Viruses Derived From Bats Are More Deadly to Humans Due to Their Ability To Fly, Inflammation Tolerance [Study]

Viruses from bats are the most deadly to humans. According to a new study, among the factors that made it worse is the animal's evolution that enabled them to fly.

Bat Diseases Are Worst For Humans

Diseases can occasionally spread from one species to another, including from animals to humans. Researchers have discovered why infections from bats are the most lethal to humans.

According to a new study, this has something to do with its evolution - particularly how it developed the ability to fly. As a result, zoonotic viruses originated from bat hosts have a greater case-fatality rate than viruses from other mammal or bird species. These include SARS and MERS coronaviruses, Hendra and Nipah henipaviruses, Ebola and Marburg filoviruses, and Nipah and Hendra henipaviruses, per Cara Brook, an assistant professor of ecology and evolution at the University of Chicago and the paper's senior author.

According to the study, another factor is the bats' intrinsic ability to tolerate inflammation, which developed along with their flight abilities.

They used a mathematical model supported by empirical data to provide a mechanism for this pattern. In essence, in this model, they showed how a virus could be expected to optimize its within-host virus growth rate by weighing the transmission gains brought on by high virus growth rates against the elevated virulence (disease brought on by these growth rates) that these growth rates incur.

They statistically showed how a few important characteristics of bat physiology and life history, including tolerance of immunopathology/inflammation and robust constitutive immune systems, which are assumed to have evolved in part from the evolution of flying, should select for high-growth rate viruses that can achieve transmission gains without causing extreme virulence to bat hosts.

Bats are, therefore, tolerant of the immunological responses their bodies produce when infected by more virulent viruses with quicker growth rates because of their resilience to inflammation.

The researchers demonstrated how much more dangerous bat-optimized viruses could be than viruses from other mammals using their model to "spillover," or infect, a fictitious human immune system.

They then let these viruses show how high virus growth rates designed for an animal reservoir can cause serious pathology in an immune system from a different species, like a human. Brook noted that it's critical to keep in mind that transmission and virulence of bat viruses trade-off, making it unlikely that viruses with the highest case fatality rates will also generate the greatest number of human infections or, consequently, the greatest burden of human mortality.

While the study predicts that bats and a few other mammalian groups would likely continue to host and be a source of viruses with high growth rates that may become virulent after spreading to humans, these viruses are not expected to be the most contagious either across species (from bat to human) or within the human population after the spillover event.

Coronavirus Originated From Bats?

According to research, SARS-CoV and MERS-CoV originated in bats. Then, SARS-CoV and MERS-CoV both spread through infected dromedary camels to humans, while SARS-CoV originated in infected civets.SARS-CoV-2, which started the COVID-19 pandemic, has not yet been traced back to its original location.

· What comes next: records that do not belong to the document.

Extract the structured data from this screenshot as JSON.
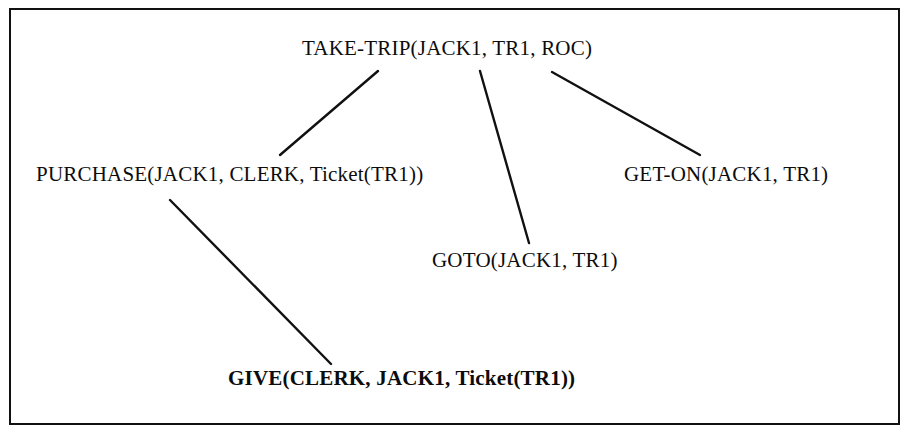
{
  "figure": {
    "type": "plan-decomposition-tree",
    "border_color": "#111111",
    "background_color": "#ffffff",
    "text_color": "#0c0c0c"
  },
  "nodes": [
    {
      "id": "take-trip",
      "label": "TAKE-TRIP(JACK1, TR1, ROC)",
      "bold": false,
      "level": 0
    },
    {
      "id": "purchase",
      "label": "PURCHASE(JACK1, CLERK, Ticket(TR1))",
      "bold": false,
      "level": 1
    },
    {
      "id": "goto",
      "label": "GOTO(JACK1, TR1)",
      "bold": false,
      "level": 1
    },
    {
      "id": "get-on",
      "label": "GET-ON(JACK1, TR1)",
      "bold": false,
      "level": 1
    },
    {
      "id": "give",
      "label": "GIVE(CLERK, JACK1, Ticket(TR1))",
      "bold": true,
      "level": 2
    }
  ],
  "edges": [
    {
      "id": "take-trip-to-purchase",
      "from": "take-trip",
      "to": "purchase",
      "x1": 378,
      "y1": 71,
      "x2": 280,
      "y2": 155
    },
    {
      "id": "take-trip-to-goto",
      "from": "take-trip",
      "to": "goto",
      "x1": 480,
      "y1": 71,
      "x2": 529,
      "y2": 243
    },
    {
      "id": "take-trip-to-get-on",
      "from": "take-trip",
      "to": "get-on",
      "x1": 552,
      "y1": 72,
      "x2": 700,
      "y2": 155
    },
    {
      "id": "purchase-to-give",
      "from": "purchase",
      "to": "give",
      "x1": 170,
      "y1": 200,
      "x2": 331,
      "y2": 364
    }
  ]
}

Based on the available scientific evidence, SARS-CoV-2 most likely developed in nature and then spread to humans or through an unknown animal host. Public health and scientific institutions are making an ongoing international effort to identify the SARS-CoV-2's ancestors, which is crucial for averting pandemics in the future.

Unfortunately, erroneous and misleading claims regarding NIAID-sponsored research on naturally occurring bat coronaviruses have been made because the origins of the SARS-CoV-2 have not yet been determined. These accusations have specifically targeted studies at the Wuhan Institute of Virology in Wuhan, China, supported by a sub-award from NIAID recipient EcoHealth Alliance. Since the naturally existing bat coronaviruses investigated through this sub-award differed genetically from SARS-CoV-2, they could not have been the source of the COVID-19 pandemic.

Check out more news and information on COVID-19 in Science Times.